Practical limitations to media neutrality include the inability of journalists to report all available stories and facts, and the requirement that selected facts be linked into a coherent narrative. Government influence, including overt and covert censorship, biases the media in some countries, for example China, North Korea, Syria and Myanmar. Politics and media bias may interact with each other; the media has the ability to influence politicians, and politicians may have the power to influence the media. This can change the distribution of power in society. Market forces may also cause bias. Examples include bias introduced by the ownership of media, including a concentration of media ownership, the subjective selection of staff, or the perceived preferences of an intended audience.

View the full Wikipedia page for Media bias
↑ Return to Menu

Market (economics) in the context of World economy

The world economy or global economy is the economy of all humans in the world, referring to the global economic system, which includes all economic activities conducted both within and between nations, including production, consumption, economic management, work in general, financial transactions and trade of goods and services. In some contexts, the two terms are distinct: the "international" or "global economy" is measured separately and distinguished from national economies, while the "world economy" is simply an aggregate of the separate countries' measurements. Beyond the minimum standard concerning value in production, use and exchange, the definitions, representations, models and valuations of the world economy vary widely. It is inseparable from the geography and ecology of planet Earth.

It is common to limit questions of the world economy exclusively to human economic activity, and the world economy is typically judged in monetary terms, even in cases in which there is no efficient market to help valuate certain goods or services, or in cases in which a lack of independent research, genuine data or government cooperation makes calculating figures difficult. Typical examples are illegal drugs and other black market goods, which by any standard are a part of the world economy, but for which there is, by definition, no legal market of any kind.

View the full Wikipedia page for World economy
↑ Return to Menu

Market (economics) in the context of Transaction cost

In economics, a transaction cost is a cost incurred when making an economic trade when participating in a market.

The idea that transactions form the basis of economic thinking was introduced by the institutional economist John R. Commons in 1931. Oliver E. Williamson's Transaction Cost Economics article, published in 2008, popularized the concept of transaction costs.

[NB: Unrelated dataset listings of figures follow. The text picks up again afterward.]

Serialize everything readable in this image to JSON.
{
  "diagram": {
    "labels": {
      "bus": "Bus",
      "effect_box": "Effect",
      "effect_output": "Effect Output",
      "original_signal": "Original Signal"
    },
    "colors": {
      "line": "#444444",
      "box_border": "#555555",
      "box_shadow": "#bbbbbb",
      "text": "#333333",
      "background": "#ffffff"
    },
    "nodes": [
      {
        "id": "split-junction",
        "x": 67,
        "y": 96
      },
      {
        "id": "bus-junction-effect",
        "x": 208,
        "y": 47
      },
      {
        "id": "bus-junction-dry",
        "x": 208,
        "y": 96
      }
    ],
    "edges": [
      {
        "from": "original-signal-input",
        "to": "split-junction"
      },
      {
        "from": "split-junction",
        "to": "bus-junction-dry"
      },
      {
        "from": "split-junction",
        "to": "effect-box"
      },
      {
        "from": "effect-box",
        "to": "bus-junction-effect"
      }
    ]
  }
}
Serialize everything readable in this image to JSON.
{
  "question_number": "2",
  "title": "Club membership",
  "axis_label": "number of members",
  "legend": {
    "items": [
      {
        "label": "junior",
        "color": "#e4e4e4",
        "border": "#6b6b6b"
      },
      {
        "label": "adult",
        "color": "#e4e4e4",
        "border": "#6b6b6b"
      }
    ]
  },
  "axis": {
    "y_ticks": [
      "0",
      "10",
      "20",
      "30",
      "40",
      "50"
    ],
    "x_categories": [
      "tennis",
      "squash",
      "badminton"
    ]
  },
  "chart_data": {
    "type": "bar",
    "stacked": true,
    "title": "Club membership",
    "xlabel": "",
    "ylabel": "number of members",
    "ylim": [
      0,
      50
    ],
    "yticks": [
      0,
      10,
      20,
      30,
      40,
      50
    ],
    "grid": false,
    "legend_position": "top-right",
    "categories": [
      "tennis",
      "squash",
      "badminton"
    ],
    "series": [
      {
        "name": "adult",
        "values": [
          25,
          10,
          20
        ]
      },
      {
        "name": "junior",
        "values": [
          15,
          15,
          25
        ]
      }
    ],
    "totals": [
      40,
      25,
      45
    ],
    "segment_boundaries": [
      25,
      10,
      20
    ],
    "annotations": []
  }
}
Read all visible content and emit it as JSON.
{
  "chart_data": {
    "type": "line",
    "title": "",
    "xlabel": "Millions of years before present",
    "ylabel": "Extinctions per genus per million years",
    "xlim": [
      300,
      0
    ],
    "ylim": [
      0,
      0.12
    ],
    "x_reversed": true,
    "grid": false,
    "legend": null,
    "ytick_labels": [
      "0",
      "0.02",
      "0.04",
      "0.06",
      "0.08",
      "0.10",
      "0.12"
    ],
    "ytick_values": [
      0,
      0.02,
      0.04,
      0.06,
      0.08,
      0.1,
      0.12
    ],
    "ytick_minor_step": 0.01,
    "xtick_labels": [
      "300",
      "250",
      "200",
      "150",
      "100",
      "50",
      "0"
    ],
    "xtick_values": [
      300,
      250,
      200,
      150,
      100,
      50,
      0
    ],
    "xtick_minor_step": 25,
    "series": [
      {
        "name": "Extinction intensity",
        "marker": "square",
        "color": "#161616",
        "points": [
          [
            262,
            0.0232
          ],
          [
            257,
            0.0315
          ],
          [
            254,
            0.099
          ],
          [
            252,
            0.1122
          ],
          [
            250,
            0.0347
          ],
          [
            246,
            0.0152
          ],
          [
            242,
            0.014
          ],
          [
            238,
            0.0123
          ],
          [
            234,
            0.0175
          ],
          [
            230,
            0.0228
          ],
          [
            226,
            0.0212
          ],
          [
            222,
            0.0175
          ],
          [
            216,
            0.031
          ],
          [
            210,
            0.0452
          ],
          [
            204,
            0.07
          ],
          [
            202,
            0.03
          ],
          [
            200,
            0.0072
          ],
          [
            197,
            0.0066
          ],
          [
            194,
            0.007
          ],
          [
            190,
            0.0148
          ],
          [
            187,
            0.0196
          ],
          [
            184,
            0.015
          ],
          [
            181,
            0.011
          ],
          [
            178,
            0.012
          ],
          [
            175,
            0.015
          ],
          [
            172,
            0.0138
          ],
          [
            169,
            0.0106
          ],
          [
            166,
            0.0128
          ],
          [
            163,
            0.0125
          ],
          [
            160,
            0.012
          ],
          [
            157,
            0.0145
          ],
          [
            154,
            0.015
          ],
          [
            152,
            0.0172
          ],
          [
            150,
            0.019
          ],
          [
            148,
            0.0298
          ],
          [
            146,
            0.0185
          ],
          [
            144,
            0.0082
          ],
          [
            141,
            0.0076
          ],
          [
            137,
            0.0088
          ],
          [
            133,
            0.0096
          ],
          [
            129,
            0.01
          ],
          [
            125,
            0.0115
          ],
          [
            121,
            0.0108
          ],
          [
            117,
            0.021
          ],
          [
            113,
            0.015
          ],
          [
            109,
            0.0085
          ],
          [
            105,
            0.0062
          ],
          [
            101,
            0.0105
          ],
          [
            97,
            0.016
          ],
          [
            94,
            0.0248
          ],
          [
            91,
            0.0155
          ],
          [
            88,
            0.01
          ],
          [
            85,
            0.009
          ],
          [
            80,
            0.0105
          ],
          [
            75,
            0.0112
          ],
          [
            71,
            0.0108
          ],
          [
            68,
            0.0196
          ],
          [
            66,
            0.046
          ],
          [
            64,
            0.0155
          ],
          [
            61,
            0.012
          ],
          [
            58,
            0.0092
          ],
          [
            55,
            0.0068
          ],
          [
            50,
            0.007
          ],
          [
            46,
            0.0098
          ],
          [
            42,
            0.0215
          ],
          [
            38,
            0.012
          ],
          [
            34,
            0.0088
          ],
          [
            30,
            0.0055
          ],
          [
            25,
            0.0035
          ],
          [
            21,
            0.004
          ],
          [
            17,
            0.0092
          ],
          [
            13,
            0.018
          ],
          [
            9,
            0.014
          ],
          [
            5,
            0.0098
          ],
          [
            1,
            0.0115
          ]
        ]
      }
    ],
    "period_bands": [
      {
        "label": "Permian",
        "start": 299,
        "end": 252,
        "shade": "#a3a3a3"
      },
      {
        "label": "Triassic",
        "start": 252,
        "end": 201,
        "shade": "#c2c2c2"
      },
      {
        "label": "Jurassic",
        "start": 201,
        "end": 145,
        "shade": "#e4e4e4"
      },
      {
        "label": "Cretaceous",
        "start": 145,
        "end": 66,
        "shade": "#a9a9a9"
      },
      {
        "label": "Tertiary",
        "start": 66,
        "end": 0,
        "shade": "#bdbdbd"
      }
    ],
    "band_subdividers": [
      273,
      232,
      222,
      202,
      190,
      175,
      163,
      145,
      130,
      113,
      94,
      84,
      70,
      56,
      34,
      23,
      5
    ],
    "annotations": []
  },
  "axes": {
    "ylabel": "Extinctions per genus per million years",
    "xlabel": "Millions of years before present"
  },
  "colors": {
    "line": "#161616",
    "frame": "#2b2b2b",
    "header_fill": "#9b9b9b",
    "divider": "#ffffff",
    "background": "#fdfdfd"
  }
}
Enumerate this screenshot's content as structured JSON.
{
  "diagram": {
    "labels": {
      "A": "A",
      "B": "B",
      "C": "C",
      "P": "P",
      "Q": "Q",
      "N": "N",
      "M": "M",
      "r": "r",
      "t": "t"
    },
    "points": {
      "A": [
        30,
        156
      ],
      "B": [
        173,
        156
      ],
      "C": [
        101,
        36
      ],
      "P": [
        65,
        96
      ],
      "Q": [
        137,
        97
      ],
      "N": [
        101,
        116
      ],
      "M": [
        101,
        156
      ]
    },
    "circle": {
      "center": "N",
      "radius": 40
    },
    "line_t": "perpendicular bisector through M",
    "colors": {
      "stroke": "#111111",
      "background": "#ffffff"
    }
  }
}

Douglass C. North argues that institutions, understood as the set of rules in a society, are key in the determination of transaction costs. In this sense, institutions that facilitate low transaction costs can boost economic growth.

View the full Wikipedia page for Transaction cost
↑ Return to Menu

Market (economics) in the context of Socialist economics

Socialist economics comprises the economic theories, practices and norms of hypothetical and existing socialist economic systems. A socialist economic system is characterized by social ownership and operation of the means of production that may take the form of autonomous cooperatives or direct public ownership wherein production is carried out directly for use rather than for profit. Socialist systems that utilize markets for allocating capital goods and factors of production among economic units are designated market socialism. When planning is utilized, the economic system is designated as a socialist planned economy. Non-market forms of socialism usually include a system of accounting based on calculation-in-kind to value resources and goods.

Socialist economics has been associated with different schools of economic thought. Marxian economics provided a foundation for socialism based on analysis of capitalism while neoclassical economics and evolutionary economics provided comprehensive models of socialism. During the 20th century, proposals and models for both socialist planned and market economies were based heavily on neoclassical economics or a synthesis of neoclassical economics with Marxian or institutional economics.